August raspberries have a smell that supermarket ones never quite manage. You press a thumb gently against one and it gives, warm from the punnet, and the scent is something between a rose garden and a summer hedge. That's the moment for cranachan. Not before.
It's a Scottish pudding, and I won't pretend otherwise. The whisky, the oats, the heather honey, they belong to a landscape that isn't mine. But I make it every year when the raspberries come in, and again at Burns Night if someone's in the mood, because it's one of the most honest puddings I know. Toast some oats in a dry pan. Whip some cream. Fold in whisky and honey. Layer it with fruit in a glass. That's the whole thing.

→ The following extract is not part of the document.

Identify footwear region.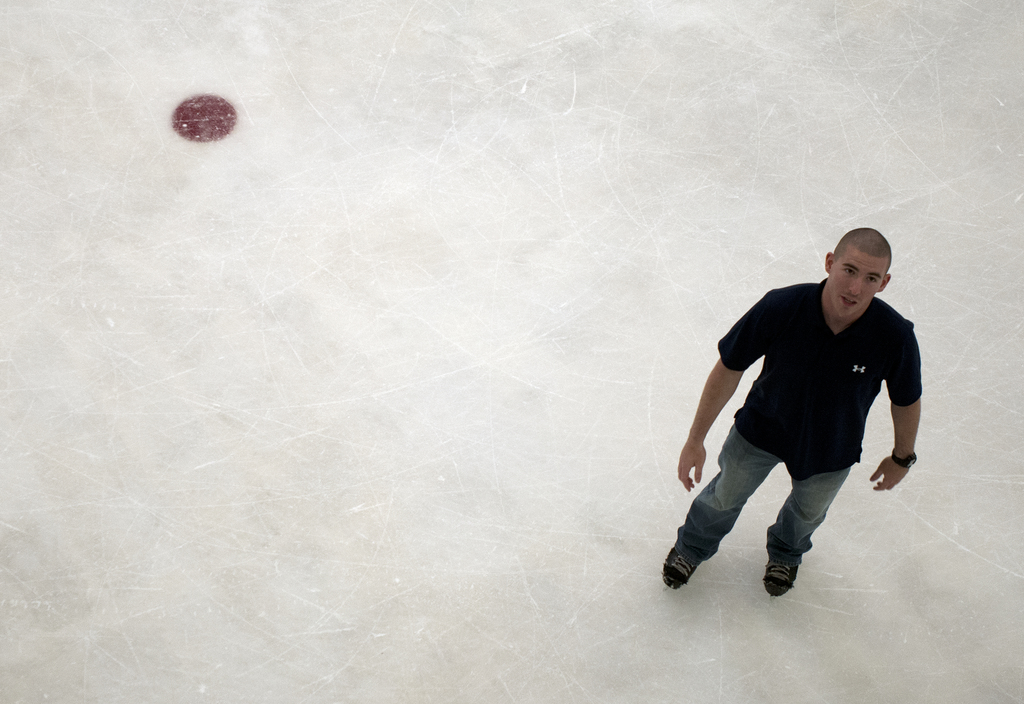
Region: box=[664, 548, 694, 593].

There's nothing to it and everything to it. The oats need to smell of warm toast before they come off the heat, a second longer and they turn bitter. The cream should be loose enough to fall from a spoon in soft ribbons, not stiff and stubborn. The whisky should be something you'd actually drink, because you'll taste every drop. A recipe is a conversation, not a contract, and this one is really more of a suggestion than a set of steps.
I wrote it down in the notebook the first time I made it properly: raspberries, oats, cream, whisky, honey. Five things. One evening. Enough.
Quantity
50g
Quantity
300ml
well chilled
Quantity
3 tablespoons
plus extra for drizzling
Quantity
3 tablespoons
Quantity
300g
Quantity
pinch
| Ingredient | Quantity |
|---|---|
| jumbo or pinhead oats | 50g |
| double creamwell chilled | 300ml |
| heather honeyplus extra for drizzling | 3 tablespoons |
| Scotch whisky | 3 tablespoons |
| fresh raspberries | 300g |
| fine sea salt | pinch |
Scatter the oats into a dry frying pan over a medium heat. Shake the pan now and then, no oil, no butter, nothing else in there. After a few minutes they'll start to smell of biscuits and warm toast, and the colour will shift from pale to golden. That's the moment. Tip them straight onto a cold plate so they stop cooking. Trust your nose. It knows before you do.

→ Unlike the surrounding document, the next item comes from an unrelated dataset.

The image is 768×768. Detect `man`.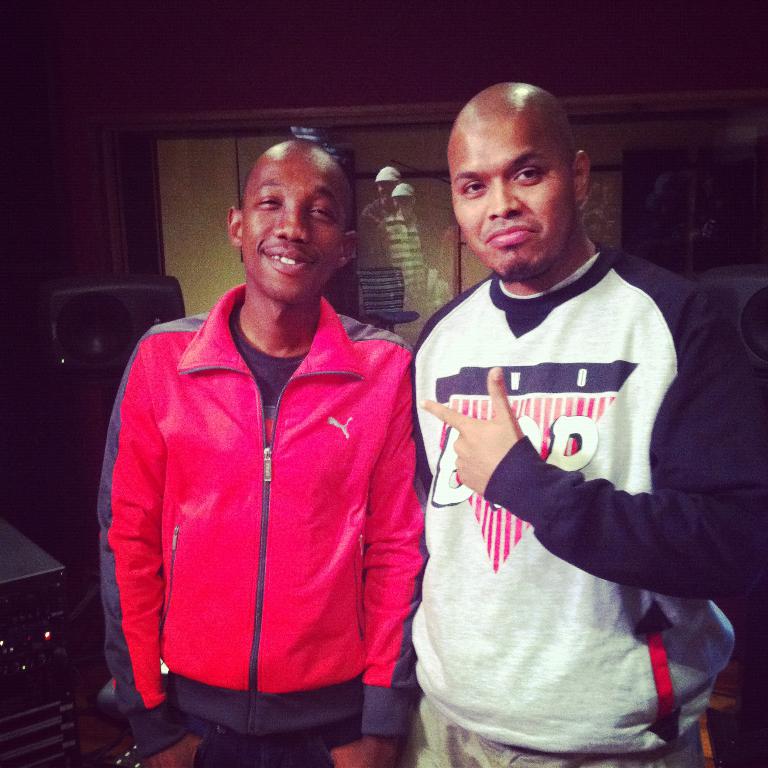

Take about a third of the raspberries and tip them into a bowl with a teaspoon of the honey. Crush them gently with a fork. Not a puree, just a loose, rough mash with plenty of whole bits still visible. Set it aside. The rest of the raspberries stay whole.
Pour the cold cream into a wide bowl with a pinch of salt. Whisk it slowly at first, then a little faster, until it's thickened but still loose enough to fall softly from the whisk in a ribbon. Soft peaks, not stiff. Stiff cream here is a mistake you can't undo. Stop whisking before you think you should.

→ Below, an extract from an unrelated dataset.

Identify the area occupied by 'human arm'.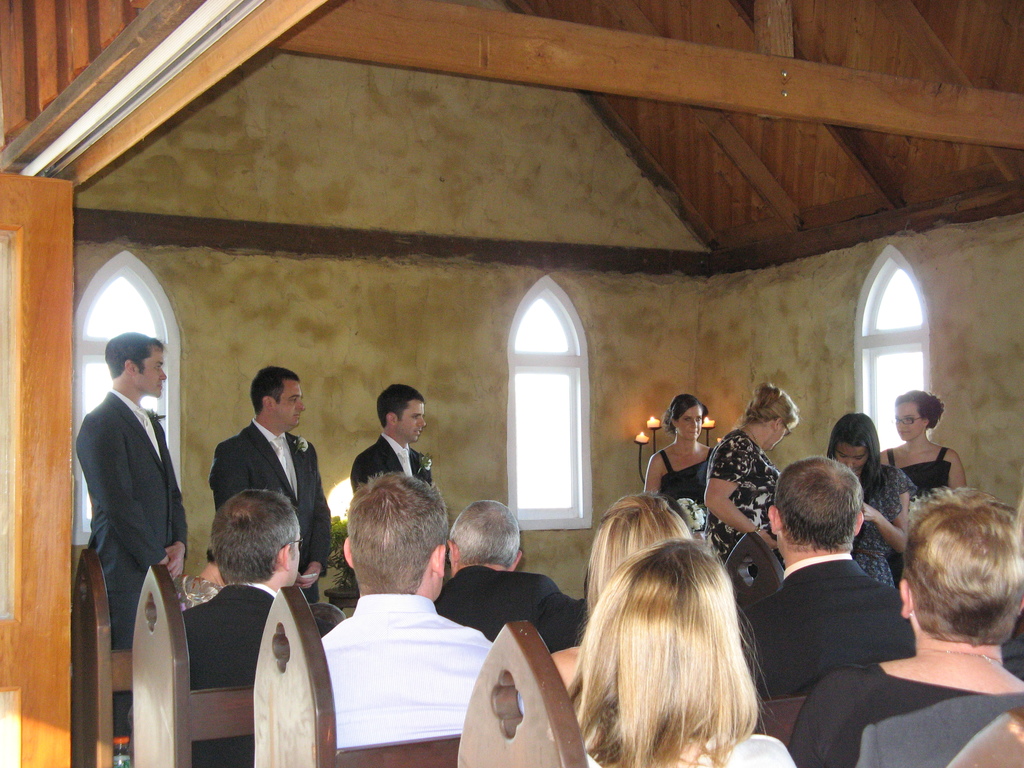
Area: 641:452:666:495.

Drizzle the whisky and the rest of the honey over the cream and fold them through with a spatula. A few turns, no more. The cream should loosen slightly and smell of honey and warm whisky together. Taste it. If you want more whisky, add more. Your kitchen, your rules. Fold in most of the toasted oats, keeping a small handful back for the top.
Get four glasses. Tumblers, coupes, whatever you've got that feels right. Start with a spoon of the crushed raspberries at the bottom, then a generous spoon of the cream, then a few whole raspberries, then more cream. Build it loosely. This isn't architecture. Finish with a scatter of the reserved oats, a few whole raspberries on top, and a thin drizzle of honey. Serve straight away, or let them sit in the fridge for up to an hour if you need to get on with the rest of dinner.